Once it became clear that we’d never be fully accepted, we tried to go back to being poems.

But the poetry world had moved on – it was all about the line now. They taste good to her/ they taste good/ to her, they taste/ good to her etc. etc.

Look, we’d say, we may not have line breaks but we are as broken as any of you.

But poems can be so pretentious – they might call you a hybrid to your face but they’re whispering half-breed behind your back.

So what else could we do but form our own anthologies? And that was kind of empowering at first. But even within our tiny insular community there seemed to be this split – the surrealists wanting to find new ways to wander the unconscious while the narratives were content to be lyrically compressed.

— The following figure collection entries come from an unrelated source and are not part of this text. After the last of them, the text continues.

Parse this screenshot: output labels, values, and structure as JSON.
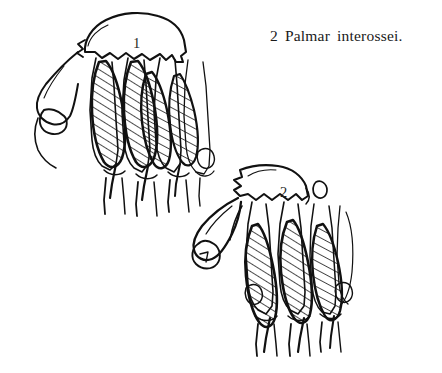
{
  "page": {
    "background_color": "#ffffff",
    "ink_color": "#111111",
    "width": 442,
    "height": 373,
    "kind": "anatomical-line-drawing"
  },
  "caption": {
    "number": "2",
    "word1": "Palmar",
    "word2": "interossei.",
    "full_text": "2 Palmar interossei."
  },
  "figures": [
    {
      "id": "figure-1",
      "label": "1",
      "view": "palmar view of hand skeleton, dorsal-side carpal dome at top",
      "hatched_muscle_count": 4,
      "description": "Four hatched palmar interosseous muscle bellies between metacarpals, thumb metacarpal base at left"
    },
    {
      "id": "figure-2",
      "label": "2",
      "view": "oblique palmar view of hand skeleton, thumb metacarpal projecting to lower left",
      "hatched_muscle_count": 3,
      "description": "Three hatched palmar interosseous muscle bellies between metacarpals, detached small carpal bone at upper right"
    }
  ],
  "icons": {
    "figure_one_label": "numeral-one-label",
    "figure_two_label": "numeral-two-label"
  }
}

Soon, it felt like that old joke about the writer who gets stranded on a desert island and ends up building two different publishing houses on opposite sides. Why two? someone asks him when he’s finally rescued. This, here, is the press where I send my work, he responds, and over there is the one where I’d never submit!

And before we knew it, we couldn’t even define what a Prose Poem was. All we knew was that everywhere we went we felt like outsiders – we didn’t fit in with the paragraphs, we didn’t fit in with the poems, we didn’t even fit in with each other.

Eventually, that seemed like the only thing that defined us – that ever-insistent sense of both belonging and not belonging, of being between and beyond genres.

What else could we do but try to seek something holy in that – to find hope in liminality, put our faith in ambiguity, believe in the great power of contradictions.